Last week I looked at little Johnny Connor’s first appearance in Terminator 2, and why I thought he was the perfect hero for the aimless 90s teenager. He gave all scrawny young nerds reason to hope, and showed us the hero hiding beneath a generation of cynics. And in a perfect move, T2 ended with John Connor riding off into the night, ready to face an uncertain future.
And then John Connor pops up twelve years later in Terminator 3, this time played by Nick Stahl (otherwise known as the yellow guy in Sin City). And things quickly went south…
It’s pretty clear that Nick Stahl was not the first choice to play John. By most accounts, the filmmakers wanted wisecracking Ed Furlong to come back, but a wee problem with drugs and alcohol made him ineligible. Unfortunately for Stahl, stepping in as a replacement for such a beloved franchise was bound to generate unfavorable comparisons, and in my humble opinion he got a raw deal.
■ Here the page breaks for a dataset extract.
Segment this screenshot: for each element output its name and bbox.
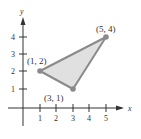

See, there are two things to consider when looking at Stahl’s Connor in T3. First off, there’s Stahl’s acting, and then there’s the script that was written for him.
Now if you just look at Stahl’s performance, he does a pretty solid job. Not only does he actually look like an older version of Furlong, but he also tries his best to channel that devil-may-care trickster attitude. Is it perfect? No. But all things considered, Stahl was a pretty decent choice to play a mid-twenties Connor. He looks like he’s grown up a bit, but he’s not so far removed from his predecessor that it’s hard to buy him as Connor (which, coincidentally, is my one and only problem with Christian Bale, but I’ll elaborate on that later).
Unfortunately for Stahl, however, he got stuck with a script that didn’t do the character justice. As I argued last week, what makes John Connor so compelling T2 is that he doesn’t let little things like destiny and the apocalypse get him down. The kid has the weight of the world on his shoulders, and he ends up being a major disappointment, but at no point does he get whiney or angsty or moody. He stays supremely confident and just keeps on doing his own thing.
Stahl in T3, however, is the exact freaking opposite. The film opens with the whiniest, angstiest, moodiest monologue in the history of the franchise, and overnight this unflappable character has lost all of his gravitas. There’s a scene where he sits by himself drinking a beer as he looks out at a ravine. And there’s a scene where he crashes his little moped in a weak “look how suicidal I am” moment. And then, worst of all, there’s a scene where he whines to his ex-girlfriend about how hard it was to live up to his mom’s expectations. All of sudden John Connor is gone and he’s been replaced with the kid from Dawson’s Creek. The guys who wrote T3 got the character completely wrong, and it was downright painful to watch. As someone who had strongly identified with Connor in T2, it made me really uncomfortable to watch that same character suddenly lose all of his appealing attributes.
That being said, T3 does contain what is probably my favourite John Connor moment in the entire series.
Somewhere around the third act, John Connor snaps out of his funk and steps up as the hero we were promised way back in number 1. When the heat is on, his true colours show and he makes the call to stop running and start blowing stuff up (and that right there is the central Terminator ethos). But unfortunately John gets some bad intel, and instead of ending up in the Skynet command center, he finds himself in a fallout shelter equipped with all the fixings needed to start an underground resistance.
And this is where the magic happens.
As the nukes start flying, calls come pouring into John’s fallout shelter from generals around the world seeking instructions. And then John steps up to the mic and does what he has to: he starts saving the world. It’s a surprisingly powerful scene (surprising because the hour and a half that precedes it completely sucks) and manages to save the movie (almost). The mixture of fear and acceptance on Stahl’s face is spot on, and it makes me frustrated that he didn’t get the chance to work with a better script.
What’s more, the final scene sums up the John Connor philosophy of “let it be.” Connor gives us proof that there’s no point in sitting around panicking about your future, you just have to wait and see what happens. In that last scene the film finally delivers on the promise made to the aimless 90s teenagers who followed the young John Connor of T2. Does it make up for the inexplicably wrong handling of the character in the rest of the movie? Not entirely, but it’s a solid note to end on.
So where do we go from here? Check back in the coming weeks for part 3 where I’ll look at the John Connor who is playing in the big leagues in Terminator Salvation.